NFL keeps taking baby steps toward full embrace of a sky judge
Bit by bit, the NFL is inching toward having everything subject to replay review.
For the past 25 years, the NFL's approach to expanding the replay-review process has gone like this: Wait for a non-reviewable situation to create a controversy, and then expand replay to cover it in the future.
This bit-by-bit approach has accelerated in recent years, with replay assist providing a more efficient and expedient way to make real-time fixes without the delay of a full-blown replay review.
Now, as the NFL approaches the offseason with a plan to add to the replay function currently non-reviewable plays like facemask calls and unnecessary roughness for quarterback slides, someone needs to take a step back and ask the obvious question.
Why not use it for everything?
Replay review and replay assist helps to smooth out the disconnect between the things that the officials see at full speed with the naked eye (while also trying not to be trampled) and the things everyone else sees on 4K flatscreens.
The solution is simple. Put a member of the officiating crew in the booth and have that person collaborate with the on-field officials based on things that can be seen via video and missed by the folks who are intermingled with the players. It would be a full member of the crew, wearing black and white stripes and regularly captured in the broadcast. The person knows the rules. The person has worked on the field for multiple games. The person can direct flags to be dropped or picked up, and to rectify any other mistakes made by folks who, despite doing their best, can't see everything.
And, yes, the entire replay process cries out for more transparency. The UFL has perfected it. The NFL still shuns even the suggestion of it.
At a time when more and more people think the NFL is rigged (it's not), shining a light on the conversations between the replay booth and the referee will enhance the integrity of and public confidence in the game of professional football — especially at a time when the NFL is stuffing millions in its pockets from gambling sponsorships without reinvesting enough of that money to ensure the highest degree of accuracy in the calls made and not made.
Maybe the league is getting there, one annual meeting at a time. At some point, the ongoing expansion of replay review and replay assist will prompt someone to realize that everything should be reviewable.
Hopefully, the league will get there sooner than later. Ideally, it'll happen in March.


## The task:
Give the total number of lines in the data below that include "menu", and nothing else.
########
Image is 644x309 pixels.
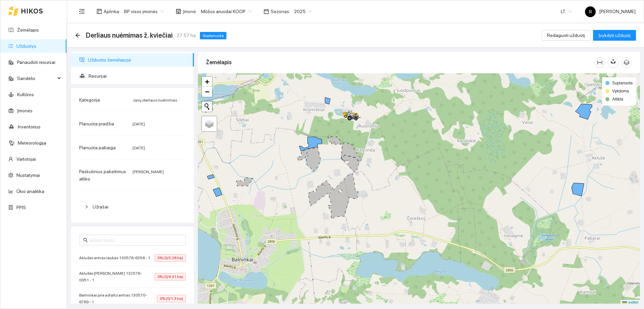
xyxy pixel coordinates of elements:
a: PPIS [17,204,26,210]
a: Zoom in [202,77,212,87]
a: Nustatymai [17,172,40,177]
button: menu-fold [76,5,89,18]
div: Žemėlapis [206,53,595,72]
button: Įvykdyti užduotį [593,30,636,41]
span: Balininkai prie asfalto antras 130570-6769 - 1 [80,292,157,305]
span: Mūšos aruodai KOOP [201,6,252,17]
span: + [205,78,209,86]
span: 2025 [295,6,312,17]
span: Užduotis žemėlapyje [88,53,189,67]
a: Inventorius [18,124,41,130]
span: search [84,237,88,242]
span: Kategorija [80,97,100,103]
span: Planuota pabaiga [80,145,115,151]
span: Suplanuota [200,32,227,39]
span: Įmonė : [183,8,197,15]
span: 0% (0/3.26 ha) [154,254,186,261]
span: [PERSON_NAME] [132,169,164,174]
div: Užrašai [80,199,186,214]
span: LT [561,6,572,17]
a: Ūkio analitika [17,188,45,194]
span: Javų derliaus nuėmimas [132,98,177,103]
span: Užrašai [93,204,108,209]
span: Aklušės [PERSON_NAME] 132576-0051 - 1 [80,270,154,283]
a: Leaflet [623,300,639,305]
span: Sandėlis [17,72,56,85]
span: R [589,6,592,17]
span: Resursai [89,69,189,83]
input: Ieškoti lauko [90,236,182,243]
span: Aplinka : [104,8,120,15]
span: Atlikta [612,97,624,102]
span: Sezonas : [271,8,291,15]
div: Atgal [76,33,81,38]
span: BP visos įmonės [124,6,164,17]
span: 0% (0/4.31 ha) [154,273,186,280]
span: column-width [595,60,605,65]
a: Užduotys [17,43,36,49]
a: Kultūros [17,92,34,97]
a: Redaguoti užduotį [542,33,590,38]
span: Derliaus nuėmimas ž. kviečiai [86,30,173,41]
span: calendar [264,9,269,14]
span: shop [176,9,181,14]
span: right [85,204,89,208]
span: [PERSON_NAME] [585,9,636,14]
span: arrow-left [76,33,81,38]
span: 0% (0/1.3 ha) [157,295,186,302]
button: column-width [595,57,605,68]
span: Paskutinius pakeitimus atliko [80,168,126,181]
span: Suplanuota [612,81,633,86]
span: layout [97,9,103,14]
span: Aklušės antras laukas 130576-6356 - 1 [80,254,153,261]
span: Redaguoti užduotį [547,32,585,39]
span: Planuota pradžia [80,121,114,127]
a: Panaudoti resursai [17,60,56,65]
a: Žemėlapis [17,27,39,33]
a: Įmonės [17,108,33,114]
span: Įvykdyti užduotį [599,32,631,39]
span: [DATE] [132,122,145,127]
a: Meteorologija [18,141,47,146]
button: Redaguoti užduotį [542,30,590,41]
span: Vykdoma [612,89,629,94]
span: − [205,88,209,96]
span: 27.57 ha [177,32,196,39]
a: Zoom out [202,87,212,97]
button: Initiate a new search [202,102,212,112]
span: menu-fold [79,8,85,14]
a: Layers [202,117,217,132]
a: Vartotojai [17,156,36,161]
span: [DATE] [132,146,145,151]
########
## Response to this task:
2